The Yellow Crowned Night Heron


in the order of Ciconiiformes is the Nyctanassa vidacea

A very rare and elusive bird. To find this bird, like any bird, it's necessary to understand what its life is like. When and where it will be is predictable, but sometimes it's just luck. The sun going down and coming up sets a timetable of activity; high tide and low tide can provide for many a time to eat or a time to build nests. A full moon or no moon give opportunity to hunt or a window for sleeping. The newspaper prints tide tables as well as moon and sun schedules. This can be an important tool for the birdwatcher who wants to see a specific type of bird or a particular kind of activity.

The Yellow Crowned Night Heron is a difficult one to see. It's called a night heron because of its nocturnal habits. It likes a cool sleeping spot and nesting over still water. It seems to pick dark shade deep in the savanna woods at lagoon's edge or in a gallery of trees that stand in water.

It lays pale blue-green eggs in a platform of sticks with a depression in the center that's lined with leaves . . . not easy to visit as it seems to prefer branches that protrude over water. Watch for crocodiles!

This night heron has a truly unusual appearance. It looks a little like a Boat Billed Heron in that it's short and stocky for a heron with big eyes.

I was ready to do anything to see this heron and was preparing for the extreme. In Tennessee where I hail from, hunting deer, raccoon, possum or anything was illegal if you used a spotlight and hunted at night, but very productive!

The game warden worked another part of the forest than where I hunted because of the donut shop's proximity, so I got some experience.

I was just wondering where I left the battery cable to my spotlight for this obtrusive technique when a northerner hit the island, lots of gray, thick clouds and a cool wind blowing from the lagoon to the front beach shallows.

This condition must have given an opportunity for this unusual heron to hunt its favorite meal of crabs in the front of the island.

It was 6:30 a.m. in a gray mist of rain as I passed the old, rusty barge permanently beached at Tres Cocos. I poled in with my motor off and steadied my binoculars for a treat. Thank goodness I left Bubba at home today!

The bird's iris is a rich, reddish orange and its bill is thick and shaped like a spear point, not as wide and blunt as a Boat Billed, but unlike any other heron I had ever seen.

It has a yellow crown, of course, and it swept back to a point behind its black head. A patch of white on each side of its head seemed to flow from the eyes, lower front corner to the back of its head, I suppose to assist its vision over reflective water.

Its body color is a powder blue instead of the gray I had read about.

Each feather of its folded wings was lined in white. It must be in its breeding season because it had long, white occipital plumes protruding from its nape. Its legs were a yellowish green and was standing in water about 2 or 3 inches deep, snatching small coral blue crabs. It threw them down its throat in a typical heron manner. I've got a few more herons on my list that I hope to find on the island. I hope they are this beautiful and easy to find.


### WHAT YOU HAVE TO DO
Check which lines of the entries that follow hold "TREK", then give the number of those lines and nothing more.

Segment Open

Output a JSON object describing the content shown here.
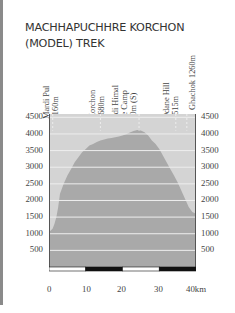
{
  "title": {
    "line1": "MACHHAPUCHHRE KORCHON",
    "line2": "(MODEL) TREK"
  },
  "waypoints": [
    {
      "name": "Mardi Pul",
      "elev": "1160m",
      "km": 1
    },
    {
      "name": "Korchon",
      "elev": "3680m",
      "km": 14
    },
    {
      "name": "Mardi Himal Base Camp",
      "name_line1": "Mardi Himal",
      "name_line2": "Base Camp",
      "elev": "4120m (S)",
      "km": 24.5
    },
    {
      "name": "Odane Hill",
      "elev": "2515m",
      "km": 34.5
    },
    {
      "name": "Ghachok",
      "elev": "1260m",
      "km": 37.5
    }
  ],
  "chart_data": {
    "type": "area",
    "title": "MACHHAPUCHHRE KORCHON (MODEL) TREK",
    "xlabel": "km",
    "ylabel": "Elevation (m)",
    "x_ticks": [
      "0",
      "10",
      "20",
      "30",
      "40km"
    ],
    "y_ticks": [
      500,
      1000,
      1500,
      2000,
      2500,
      3000,
      3500,
      4000,
      4500
    ],
    "xlim": [
      0,
      40
    ],
    "ylim": [
      0,
      4600
    ],
    "grid": true,
    "x": [
      0,
      0.5,
      1,
      1.5,
      2,
      2.5,
      3,
      4,
      5,
      6,
      7,
      8,
      9,
      10,
      11,
      12,
      13,
      14,
      15,
      16,
      17,
      18,
      19,
      20,
      21,
      22,
      23,
      24,
      25,
      26,
      27,
      28,
      29,
      30,
      31,
      32,
      33,
      34,
      35,
      36,
      37,
      38,
      39,
      40
    ],
    "values": [
      1050,
      1100,
      1160,
      1300,
      1500,
      1800,
      2200,
      2500,
      2750,
      2950,
      3150,
      3300,
      3450,
      3550,
      3650,
      3700,
      3760,
      3800,
      3830,
      3860,
      3880,
      3900,
      3920,
      3950,
      3990,
      4040,
      4090,
      4120,
      4100,
      4050,
      3950,
      3800,
      3700,
      3550,
      3350,
      3150,
      2950,
      2750,
      2550,
      2300,
      2050,
      1800,
      1650,
      1600
    ],
    "waypoint_markers_km": [
      1,
      14,
      24.5,
      34.5,
      37.5
    ],
    "scale_bar": [
      {
        "from": 0,
        "to": 10,
        "color": "white"
      },
      {
        "from": 10,
        "to": 20,
        "color": "black"
      },
      {
        "from": 20,
        "to": 30,
        "color": "white"
      },
      {
        "from": 30,
        "to": 40,
        "color": "black"
      }
    ],
    "colors": {
      "background_area": "#d4d4d4",
      "profile_fill": "#a9a9a9",
      "gridline": "#eeeeee",
      "axis": "#555555"
    }
  }
}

Segment Closed

### FINISHED EXERCISE
2